Abstract: Given an undirected distance graph G=(V, E, d) and a set S, where V is the set of vertices in G, E is the set of edges in G, d is a distance function which maps E into the set of nonnegative numbers and S?V is a subset of the vertices of V, the Steiner tree problem is to find a tree of G that spans S with minimal total distance on its edges. In this paper, we analyze a heuristic algorithm for the Steiner tree problem. The heuristic algorithm has a worst case time complexity of O(¦S¦¦V¦ 2) on a random access computer and it guarantees to output a tree that spans S with total distance on its edges no more than 2(1?1/l) times that of the optimal tree, where l is the number of leaves in the optimal tree.

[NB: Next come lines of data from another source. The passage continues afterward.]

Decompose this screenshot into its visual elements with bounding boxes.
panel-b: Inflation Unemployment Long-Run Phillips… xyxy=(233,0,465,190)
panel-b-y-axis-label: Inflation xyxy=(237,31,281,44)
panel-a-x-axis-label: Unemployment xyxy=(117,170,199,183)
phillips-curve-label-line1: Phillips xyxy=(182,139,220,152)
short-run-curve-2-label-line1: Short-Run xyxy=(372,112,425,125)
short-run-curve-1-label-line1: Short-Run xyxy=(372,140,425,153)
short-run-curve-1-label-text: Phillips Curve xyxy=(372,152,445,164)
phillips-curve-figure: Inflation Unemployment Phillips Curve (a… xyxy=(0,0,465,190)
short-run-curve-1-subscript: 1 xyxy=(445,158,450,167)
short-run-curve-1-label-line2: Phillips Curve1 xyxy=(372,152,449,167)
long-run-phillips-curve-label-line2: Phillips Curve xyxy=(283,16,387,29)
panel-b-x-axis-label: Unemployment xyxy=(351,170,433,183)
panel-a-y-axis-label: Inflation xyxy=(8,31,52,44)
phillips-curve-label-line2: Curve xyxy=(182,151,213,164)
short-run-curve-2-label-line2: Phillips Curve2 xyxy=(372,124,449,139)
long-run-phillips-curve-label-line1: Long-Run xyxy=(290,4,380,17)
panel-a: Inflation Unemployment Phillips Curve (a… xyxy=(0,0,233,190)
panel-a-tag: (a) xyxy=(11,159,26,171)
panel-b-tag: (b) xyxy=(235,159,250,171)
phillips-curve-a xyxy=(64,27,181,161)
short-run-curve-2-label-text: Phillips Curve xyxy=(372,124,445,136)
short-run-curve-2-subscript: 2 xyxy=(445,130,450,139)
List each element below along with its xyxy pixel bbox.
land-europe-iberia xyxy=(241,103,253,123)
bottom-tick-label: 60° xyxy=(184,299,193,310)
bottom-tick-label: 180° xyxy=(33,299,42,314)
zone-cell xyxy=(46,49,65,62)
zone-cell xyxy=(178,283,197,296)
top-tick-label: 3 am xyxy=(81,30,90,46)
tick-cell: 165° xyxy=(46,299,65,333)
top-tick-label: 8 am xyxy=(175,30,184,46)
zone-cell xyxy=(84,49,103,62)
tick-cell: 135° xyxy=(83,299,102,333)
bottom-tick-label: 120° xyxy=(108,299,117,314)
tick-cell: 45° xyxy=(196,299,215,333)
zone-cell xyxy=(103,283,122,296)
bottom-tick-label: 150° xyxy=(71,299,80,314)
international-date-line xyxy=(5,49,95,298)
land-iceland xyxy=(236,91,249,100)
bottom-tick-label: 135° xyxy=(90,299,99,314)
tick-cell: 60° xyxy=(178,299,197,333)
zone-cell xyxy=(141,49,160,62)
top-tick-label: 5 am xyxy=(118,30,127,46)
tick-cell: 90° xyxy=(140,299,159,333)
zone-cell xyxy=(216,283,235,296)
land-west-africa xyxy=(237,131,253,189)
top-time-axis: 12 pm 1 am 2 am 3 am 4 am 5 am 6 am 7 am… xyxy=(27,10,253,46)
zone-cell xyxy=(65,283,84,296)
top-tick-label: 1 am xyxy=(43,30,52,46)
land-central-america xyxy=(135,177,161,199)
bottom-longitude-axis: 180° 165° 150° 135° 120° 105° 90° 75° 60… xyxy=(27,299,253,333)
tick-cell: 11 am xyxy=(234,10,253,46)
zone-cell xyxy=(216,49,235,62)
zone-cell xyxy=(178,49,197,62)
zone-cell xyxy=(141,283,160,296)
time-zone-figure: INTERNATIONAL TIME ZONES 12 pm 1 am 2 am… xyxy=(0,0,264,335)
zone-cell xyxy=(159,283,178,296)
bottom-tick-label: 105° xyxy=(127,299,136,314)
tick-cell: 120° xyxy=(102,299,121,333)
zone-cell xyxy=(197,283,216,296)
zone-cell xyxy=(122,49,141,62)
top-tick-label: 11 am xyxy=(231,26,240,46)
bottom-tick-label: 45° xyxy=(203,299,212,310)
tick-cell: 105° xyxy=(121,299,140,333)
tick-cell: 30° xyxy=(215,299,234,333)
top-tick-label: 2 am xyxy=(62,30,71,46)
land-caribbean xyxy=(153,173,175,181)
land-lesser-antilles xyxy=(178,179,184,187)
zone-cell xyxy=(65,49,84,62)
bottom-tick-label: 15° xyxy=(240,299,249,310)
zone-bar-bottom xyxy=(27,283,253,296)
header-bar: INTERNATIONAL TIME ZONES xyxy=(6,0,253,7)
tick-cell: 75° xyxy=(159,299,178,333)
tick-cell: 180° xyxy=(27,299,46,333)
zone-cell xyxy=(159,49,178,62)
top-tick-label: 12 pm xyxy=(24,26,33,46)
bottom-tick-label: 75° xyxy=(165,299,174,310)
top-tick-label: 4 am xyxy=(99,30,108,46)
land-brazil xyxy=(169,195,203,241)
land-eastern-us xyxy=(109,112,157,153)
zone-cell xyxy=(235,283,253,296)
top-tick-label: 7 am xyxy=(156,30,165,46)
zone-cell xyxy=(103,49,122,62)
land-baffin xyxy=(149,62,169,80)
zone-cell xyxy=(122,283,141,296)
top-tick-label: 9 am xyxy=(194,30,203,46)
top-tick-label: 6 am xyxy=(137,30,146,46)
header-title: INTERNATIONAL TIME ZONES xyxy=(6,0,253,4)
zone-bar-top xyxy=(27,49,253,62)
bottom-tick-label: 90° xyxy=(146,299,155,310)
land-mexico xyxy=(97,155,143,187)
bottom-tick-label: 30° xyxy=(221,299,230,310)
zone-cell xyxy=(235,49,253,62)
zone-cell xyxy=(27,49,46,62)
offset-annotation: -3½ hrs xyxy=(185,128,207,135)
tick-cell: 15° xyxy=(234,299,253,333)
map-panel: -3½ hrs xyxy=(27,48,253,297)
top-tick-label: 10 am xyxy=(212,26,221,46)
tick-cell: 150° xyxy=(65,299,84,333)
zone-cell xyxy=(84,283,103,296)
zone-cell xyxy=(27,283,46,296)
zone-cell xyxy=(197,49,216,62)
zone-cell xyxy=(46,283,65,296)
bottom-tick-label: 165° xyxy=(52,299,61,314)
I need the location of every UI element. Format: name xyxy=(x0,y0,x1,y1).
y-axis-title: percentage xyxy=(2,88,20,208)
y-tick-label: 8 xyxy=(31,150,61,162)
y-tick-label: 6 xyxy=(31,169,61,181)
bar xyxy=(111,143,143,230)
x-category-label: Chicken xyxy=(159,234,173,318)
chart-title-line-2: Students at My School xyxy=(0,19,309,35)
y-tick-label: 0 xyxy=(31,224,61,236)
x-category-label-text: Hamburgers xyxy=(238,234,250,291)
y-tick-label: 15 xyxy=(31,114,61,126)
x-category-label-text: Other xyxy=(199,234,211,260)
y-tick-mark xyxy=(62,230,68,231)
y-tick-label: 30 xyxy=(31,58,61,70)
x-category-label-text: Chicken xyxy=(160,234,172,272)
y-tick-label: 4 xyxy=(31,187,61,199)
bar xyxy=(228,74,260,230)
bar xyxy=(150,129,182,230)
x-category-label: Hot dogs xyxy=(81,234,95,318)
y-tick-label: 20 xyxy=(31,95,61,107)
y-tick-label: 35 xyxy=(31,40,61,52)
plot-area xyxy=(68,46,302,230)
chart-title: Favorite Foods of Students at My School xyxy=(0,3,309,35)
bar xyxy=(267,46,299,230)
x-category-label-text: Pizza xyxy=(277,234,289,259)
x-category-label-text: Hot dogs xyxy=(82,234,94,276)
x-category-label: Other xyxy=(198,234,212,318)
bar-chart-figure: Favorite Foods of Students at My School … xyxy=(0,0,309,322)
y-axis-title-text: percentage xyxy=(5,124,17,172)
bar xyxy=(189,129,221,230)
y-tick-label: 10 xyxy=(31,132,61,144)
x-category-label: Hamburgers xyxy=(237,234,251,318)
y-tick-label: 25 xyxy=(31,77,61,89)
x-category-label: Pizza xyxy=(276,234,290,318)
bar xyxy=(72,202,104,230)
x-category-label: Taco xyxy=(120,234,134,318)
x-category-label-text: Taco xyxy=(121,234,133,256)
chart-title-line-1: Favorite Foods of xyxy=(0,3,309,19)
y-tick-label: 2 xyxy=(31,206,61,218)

TL;DR: A direct method for calculating expected data from an evolutionary model for two state characters is described, and it is shown that for n = 4 taxa, parsimony will always converge to the correct tree, but there are examples with n = 5 where Parsimony will converge on an incorrect tree, even for equal rates of evolution.

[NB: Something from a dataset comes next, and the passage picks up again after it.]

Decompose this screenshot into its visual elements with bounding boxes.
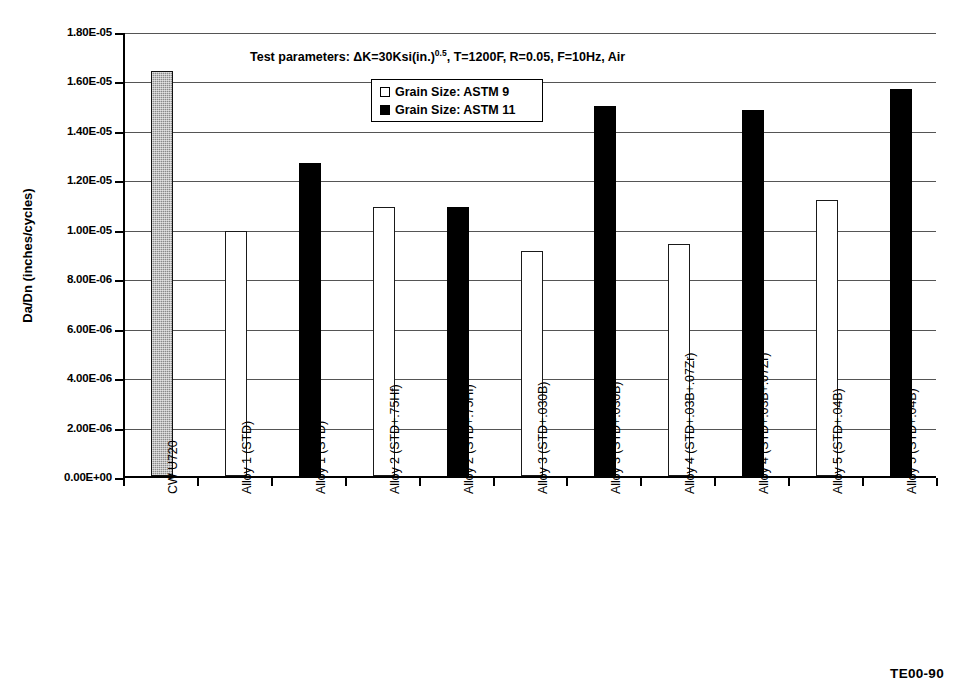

Abstract: A direct method for calculating expected data from an evolutionary model for two state characters is described. The method uses four vectors p, q, r and s. p and q are the probabilities of a character change on the 2n - 3 edges of a tree T (n is the number of taxa). r and s are properties of the data, are independent of any tree and have 2n-1 entries. For a given tree T, and with specified probabilities (p or q), we determine r, then s, the expected probabilities of each of the 2n-1 possible partitions of taxa. For any tree T the relationship can be inverted. This allows the probabilities of change on the tree, p and q, to be estimated directly from observed data (r or s). These relationships have been used to analyse the behaviour of tree building algorithms under conditions when there are sufficient data. (This is when the tree does not change as more data are collected, i.e., convergence to a single tree.) With equal rates of evolution (i.e., with a molecular clock), we show that for n = 4 taxa, parsimony will always converge to the correct tree, but we give examples with n = 5 where parsimony will converge on an incorrect tree, even for equal rates of evolution. A further example with n = 6 shows convergence to an incorrect tree with equal but arbitrarily small rates of change. We interpret a basic difficulty with parsimony as 'long edges attract.' If there are additional taxa that intersect long edges on the tree, then this effect can be reduced. Some distance methods may also converge to an incorrect tree. (Evolu- tionary trees, evolution, parsimony.) Reconstructing evolutionary trees from events that occurred many millions of years ago is a major intellectual challenge. Two recurring problems have been: the choice of optimality criteria and the estimation of
TL;DR: This paper provides an implementation of the tree projection method which is up to one order of magnitude faster than other recent techniques in the literature and has a well-structured data access pattern which provides data locality and reuse of data for multiple levels of the cache.